Zero-Interest Rates Until 2023 Comprise Gold’s Long-Term “Insurance Policy”
Gold doesn’t need inflation to soar, just so long as gold delivers a “real” positive return – a positive gain after inflation, especially in comparison to prevailing short-term interest rates. With the Federal Reserve now promising to keep interest rates at or near zero through 2023, investors can accumulate gold with confidence that it will deliver real returns for at least the next three years, and likely much longer, due to the huge infusion of new fiat currency and federal deficit spending this year and for many years to come.
Gold and silver have soared this year, due in large part to the Fed’s expansive monetary policy. Gold has already reached an all-time high in August, and silver staged a strong rally in the same month. That’s when Federal Reserve Chairman Jerome Powell formalized Fed policy by saying it would drop its long-standing plan for pre-empting any rising inflation by raising interest rates. This time around, they said they would let inflation rates rise above their target rate of 2% without raising interest rates to stem rising inflation.
Mutual fund manager Frank Holmes has long stated that “negative real interest rates” (i.e. inflation rates higher than interest rates) are a primary engine of gold bull markets in history, and we have had negative real interest rates in Europe, Japan and the U.S. for several years now, fueling gold’s bull market since 2015. Fed policies which guarantee a continuation of negative “real” rates have accelerated the gains in gold and silver this year. The dollar’s 10% decline from March through August magnified gold’s gains.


* **Exercise**: Omitting all pictures, retype the entries below exactly as given.

* **Data excerpts**:
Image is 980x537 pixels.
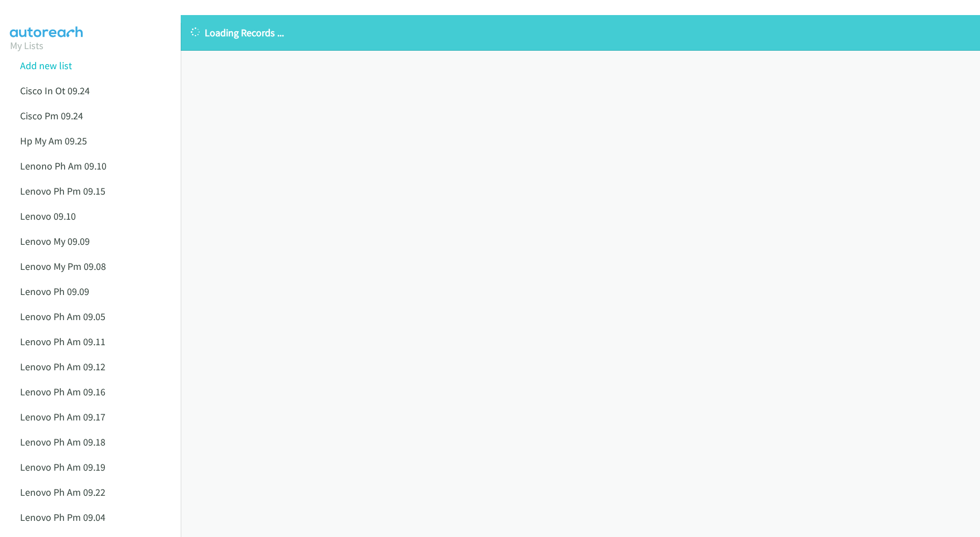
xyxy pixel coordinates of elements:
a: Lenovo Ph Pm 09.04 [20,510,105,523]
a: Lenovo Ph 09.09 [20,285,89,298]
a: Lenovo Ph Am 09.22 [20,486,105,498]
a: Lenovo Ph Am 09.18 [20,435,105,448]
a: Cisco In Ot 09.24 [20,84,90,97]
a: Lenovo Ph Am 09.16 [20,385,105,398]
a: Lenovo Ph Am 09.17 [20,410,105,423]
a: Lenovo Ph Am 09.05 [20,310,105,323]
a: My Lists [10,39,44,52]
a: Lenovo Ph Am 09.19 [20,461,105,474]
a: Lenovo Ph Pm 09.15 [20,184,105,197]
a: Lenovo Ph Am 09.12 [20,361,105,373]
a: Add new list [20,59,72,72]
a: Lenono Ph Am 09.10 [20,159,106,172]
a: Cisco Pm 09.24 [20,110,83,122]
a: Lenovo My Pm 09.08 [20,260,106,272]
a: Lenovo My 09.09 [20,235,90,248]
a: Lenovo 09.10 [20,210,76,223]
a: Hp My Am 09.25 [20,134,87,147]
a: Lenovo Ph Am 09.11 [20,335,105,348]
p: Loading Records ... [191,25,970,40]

* **Exercise result**:
Image is 980x537 pixels.
xyxy pixel coordinates of elements:
a: Lenovo Ph Pm 09.04 [20,510,105,523]
a: Lenovo Ph 09.09 [20,285,89,298]
a: Lenovo Ph Am 09.22 [20,486,105,498]
a: Lenovo Ph Am 09.18 [20,435,105,448]
a: Cisco In Ot 09.24 [20,84,90,97]
a: Lenovo Ph Am 09.16 [20,385,105,398]
a: Lenovo Ph Am 09.17 [20,410,105,423]
a: Lenovo Ph Am 09.05 [20,310,105,323]
a: My Lists [10,39,44,52]
a: Lenovo Ph Am 09.19 [20,461,105,474]
a: Lenovo Ph Pm 09.15 [20,184,105,197]
a: Lenovo Ph Am 09.12 [20,361,105,373]
a: Add new list [20,59,72,72]
a: Lenono Ph Am 09.10 [20,159,106,172]
a: Cisco Pm 09.24 [20,110,83,122]
a: Lenovo My Pm 09.08 [20,260,106,272]
a: Lenovo My 09.09 [20,235,90,248]
a: Lenovo 09.10 [20,210,76,223]
a: Hp My Am 09.25 [20,134,87,147]
a: Lenovo Ph Am 09.11 [20,335,105,348]
p: Loading Records ... [191,25,970,40]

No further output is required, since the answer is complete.